Like many Drupal site owners, I started with the Upgrade Status module. Before touching core, I wanted a clear picture of what needed attention. Upgrade Status did exactly what it was designed to do, identifying deprecated code and highlighting modules that weren't quite ready for Drupal 11.

One of the first things I ran into was Drupal 11.3's requirement for PHP 8.4. A few contributed modules I rely on, including Cloudflare and Mailgun, had compatibility issues that needed to be resolved before moving forward. Fortunately, active issue queues already existed for both projects:

I also took the opportunity to address a future problem. My site was still using Drupal core's Contact module. Since the Contact module will be deprecated in Drupal 11.4 and is scheduled for removal in Drupal 12, I decided now was the right time to move away from it. The migration itself was straightforward, although I did run into an issue while uninstalling the Contact Storage module:

Contributed module compatibility ended up being the biggest hurdle in the entire process. Over time, I had already worked around several Drupal 11 readiness issues using patches or by adopting more modern alternatives. However, one remaining blocker was the Juicer.io module. I had spent some time contributing to the Drupal 11 compatibility issue queue and was planning to dig in further when time allowed:

Then something unexpected happened.

Before I could continue the work myself, the team behind Juicer released an official Drupal module with support for Drupal 10 and Drupal 11:

That immediately gave me a supported upgrade path and removed one of the last major obstacles standing between my site and Drupal 11. Migrating to the new module ended up unblock the entire upgrade project.
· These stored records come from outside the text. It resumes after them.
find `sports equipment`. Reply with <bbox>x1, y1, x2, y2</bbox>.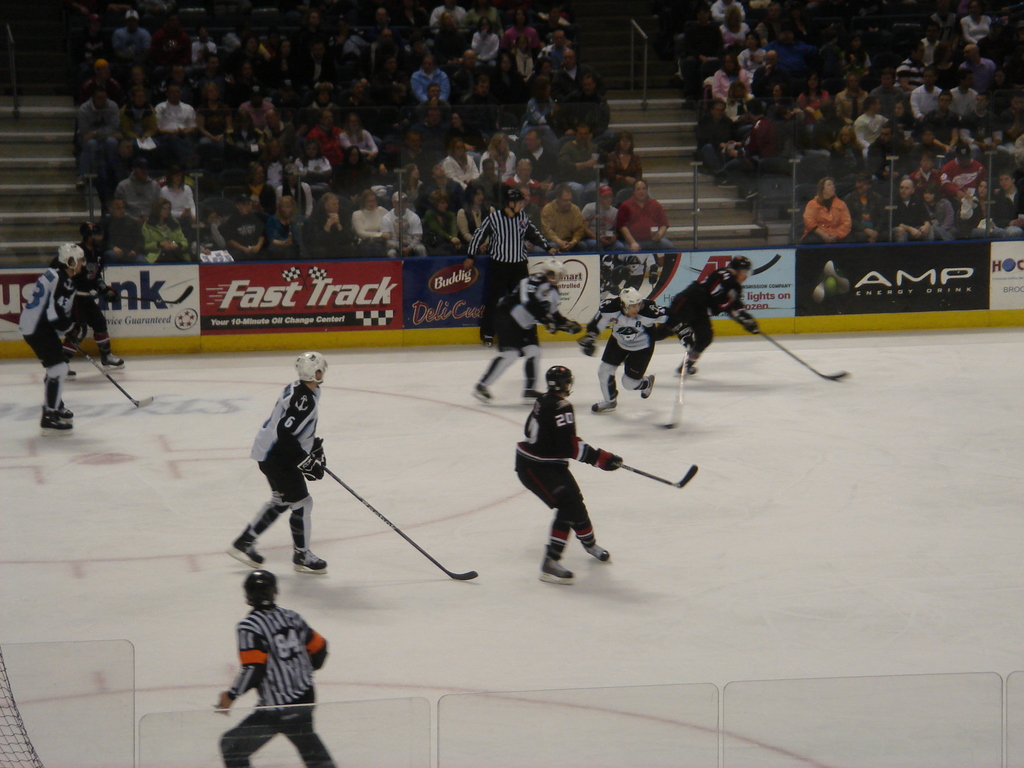
<bbox>729, 253, 753, 283</bbox>.
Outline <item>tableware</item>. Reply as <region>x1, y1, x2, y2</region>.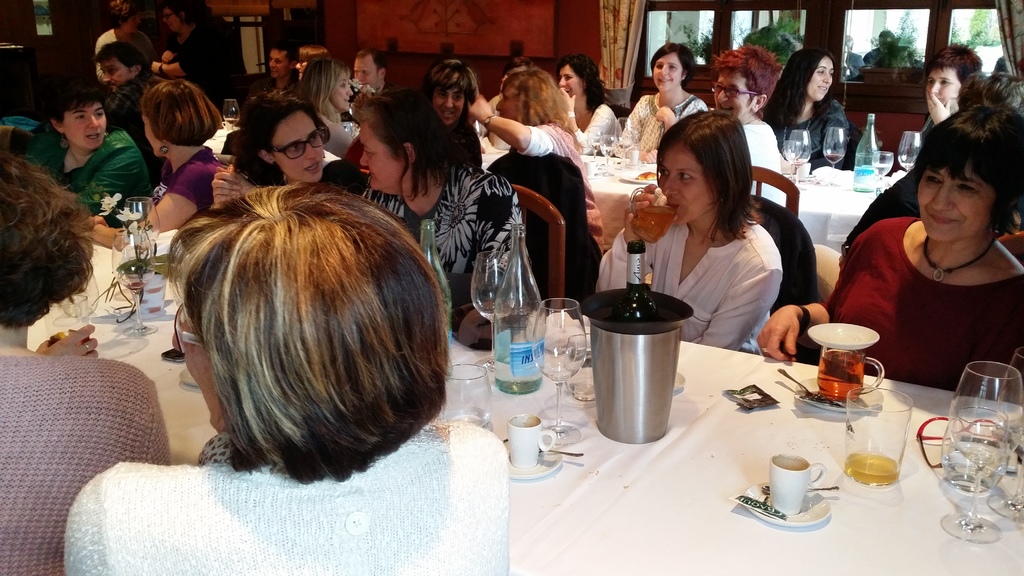
<region>56, 269, 102, 319</region>.
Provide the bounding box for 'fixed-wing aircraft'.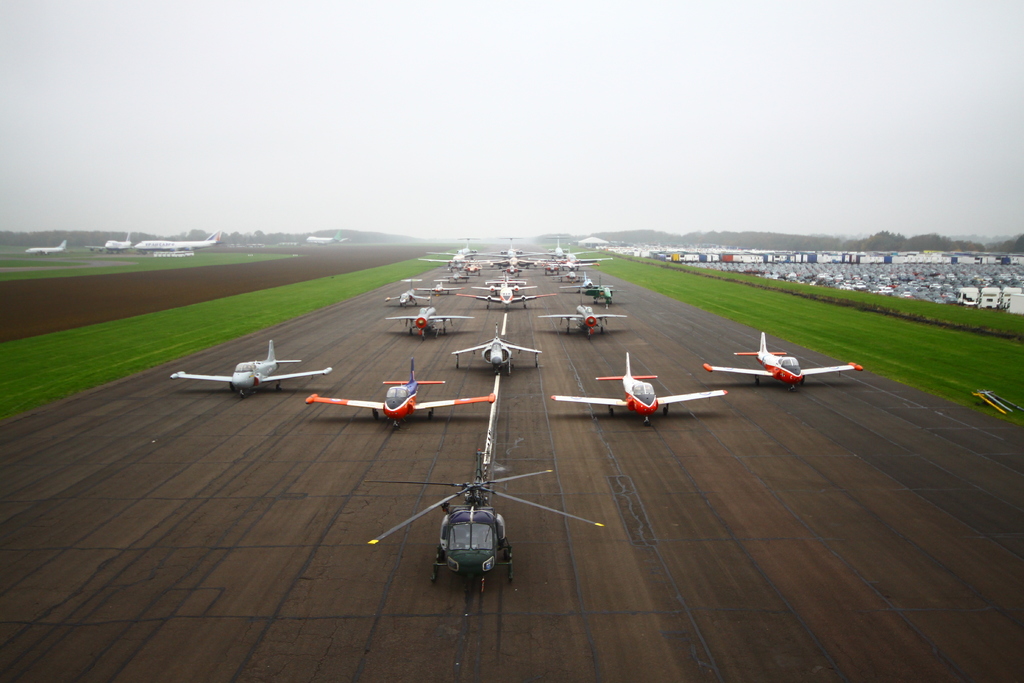
region(462, 269, 554, 308).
There was one final dependency to address. Upgrade Status indicated that I needed to update Webform to version 6.3.0-rc1 in order to achieve full Drupal 11 compatibility. Once that was complete, Upgrade Status finally reported 100%.

At that point, it was time for the easy part (fingers crossed).

With the contrib module ecosystem ready, I followed the official Drupal.org guide for upgrading from Drupal 10 to Drupal 11:

https://www.drupal.org/docs/upgrading-drupal/upgrading-drupal/how-to-upgrade-from-drupal-10-to-drupal-11

After updating Drupal core, running database updates, and clearing caches, my site was running Drupal 11.3.

Looking back, the most interesting part of this upgrade is how unremarkable the core upgrade itself was. The majority of the work involved ensuring contributed modules were ready and cleaning up a few technical debt items along the way. Once those pieces were in place, the actual Drupal upgrade was smooth and predictable.

That's a very different experience from some of the major upgrades I've done in the past, and it's a welcome change. In many ways, this felt like the upgrade experience Drupal has been working toward for years. Dare I say it was easy.

If this is what Drupal 11 upgrades look like, I'm excited for Drupal 12 and future releases. The combination of Upgrade Status, a healthy contrib ecosystem, and a commitment to good documentation made this one of the least stressful Drupal upgrades I've completed.

This site has grown alongside Drupal through many major releases. After an upgrade experience like this, I'm excited to keep it up to date and see what future versions of Drupal have to offer.

💡 Note: ChatGPT was used to assist in the writing of this article. Its contents have been vetted by me and the thoughts, statements, facts and figures within are my own. Thanks for reading!